Goal of the exercise -
Only the stretch below from the line holding "The height and" through the line holding "Image resolution: width=1634" should be restated, word for word and with both ends included; pictures stay out.

Data under study -
┄┄┄┄┄┄

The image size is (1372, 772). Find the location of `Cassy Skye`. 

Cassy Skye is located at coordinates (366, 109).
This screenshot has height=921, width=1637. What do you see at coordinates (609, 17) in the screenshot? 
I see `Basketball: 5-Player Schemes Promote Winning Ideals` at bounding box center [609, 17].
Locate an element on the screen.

┄┄┄┄┄┄

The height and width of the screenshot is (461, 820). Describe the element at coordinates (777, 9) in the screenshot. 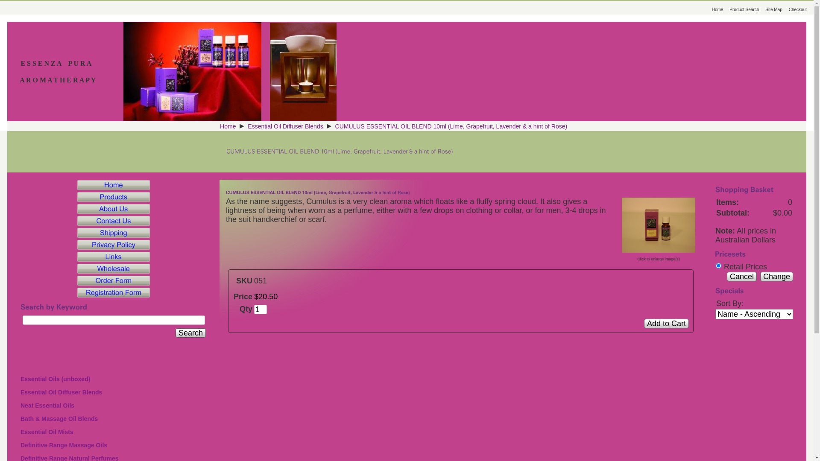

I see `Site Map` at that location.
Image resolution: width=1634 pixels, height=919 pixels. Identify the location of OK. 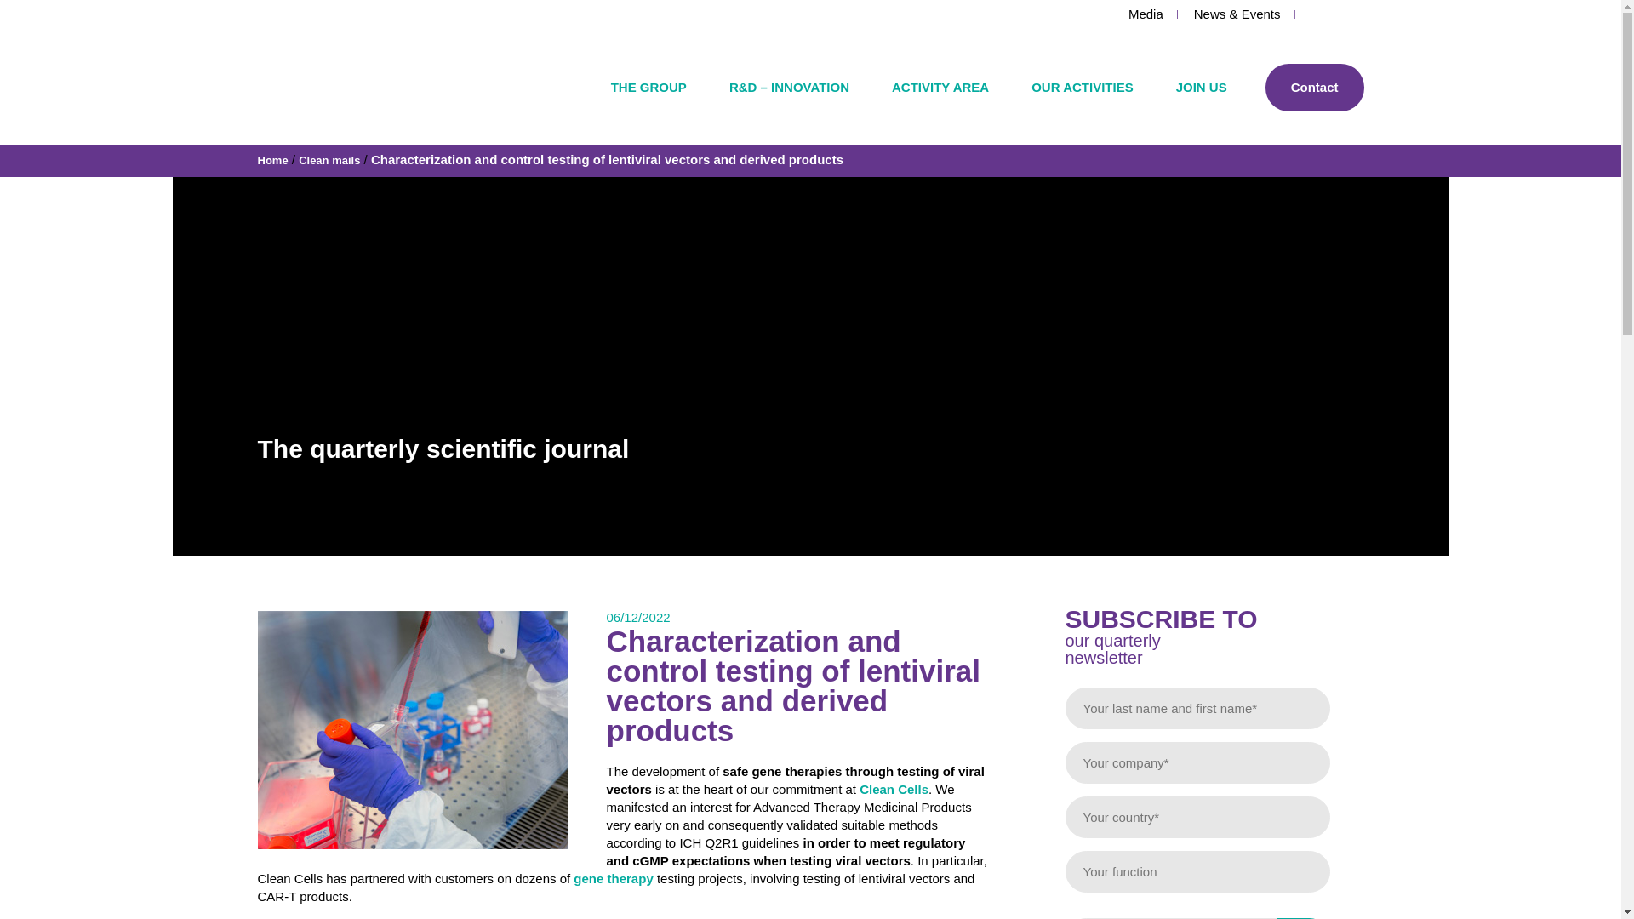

┄┄┄┄┄┄

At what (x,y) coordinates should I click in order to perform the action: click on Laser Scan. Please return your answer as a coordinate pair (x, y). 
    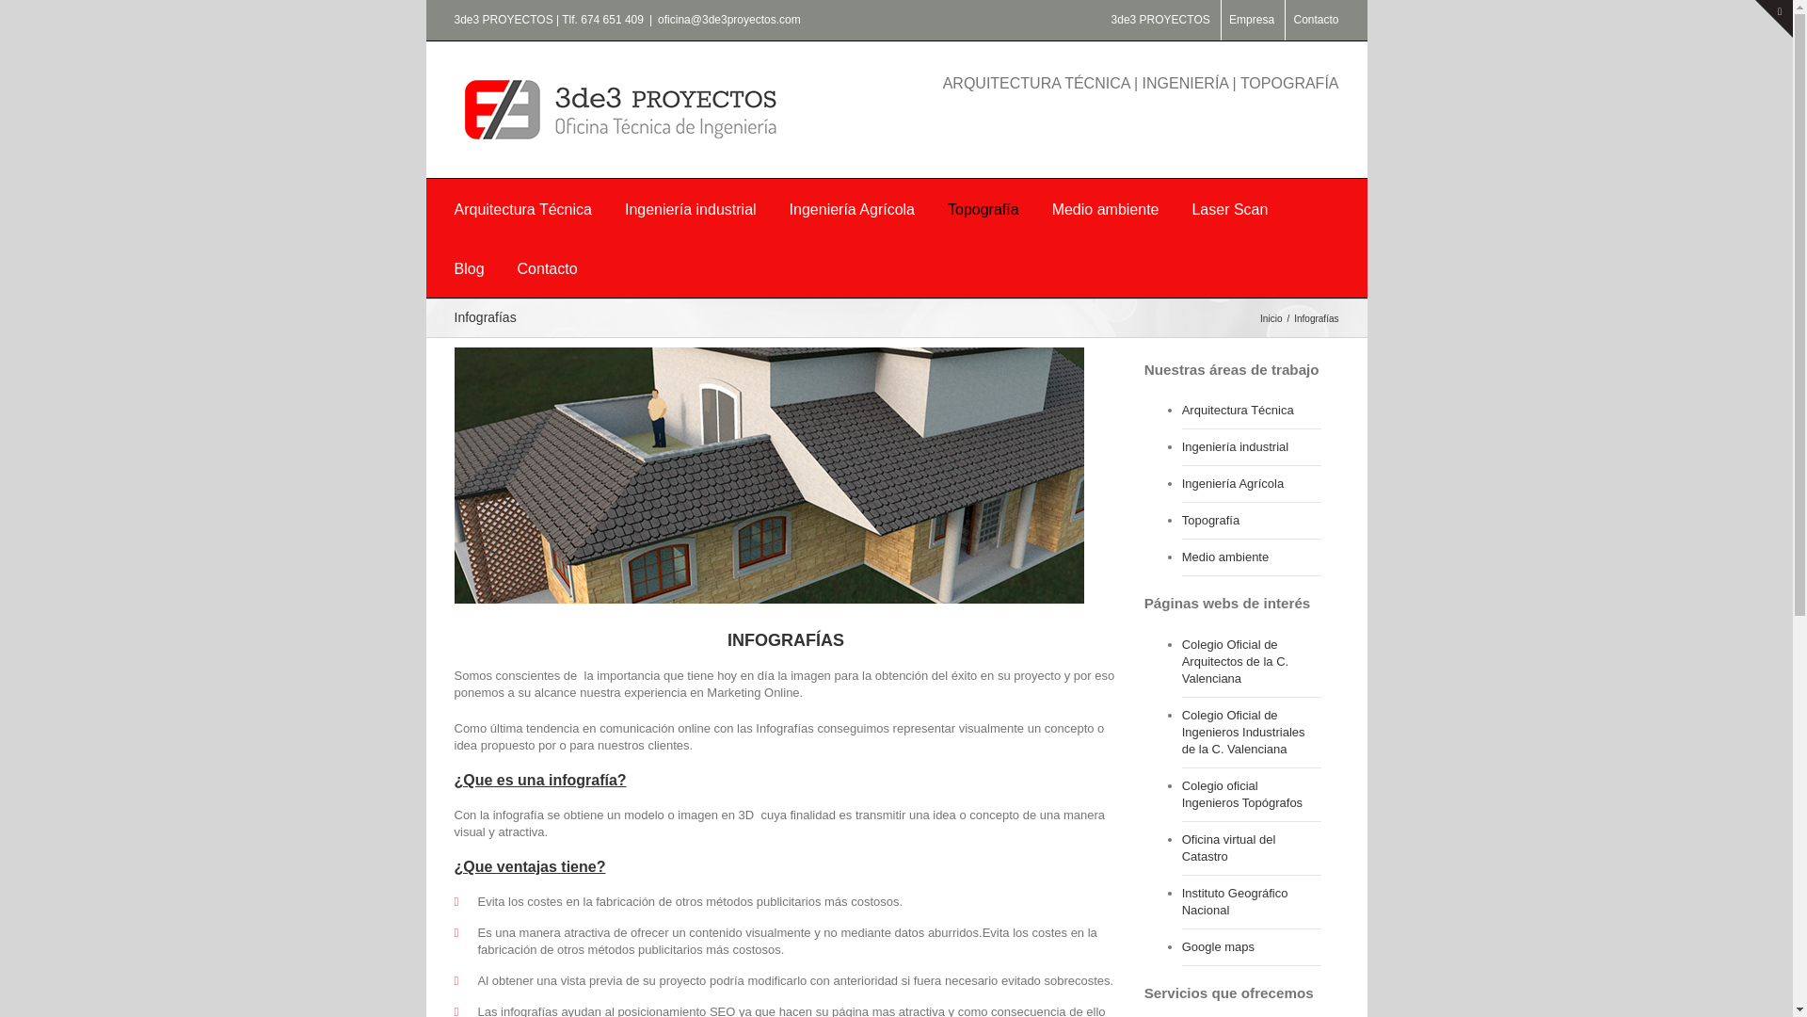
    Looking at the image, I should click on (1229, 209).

┄┄┄┄┄┄

Expected answer -
The height and width of the screenshot is (461, 820). Describe the element at coordinates (777, 9) in the screenshot. 

I see `Site Map` at that location.
Image resolution: width=1634 pixels, height=919 pixels. Identify the location of OK. 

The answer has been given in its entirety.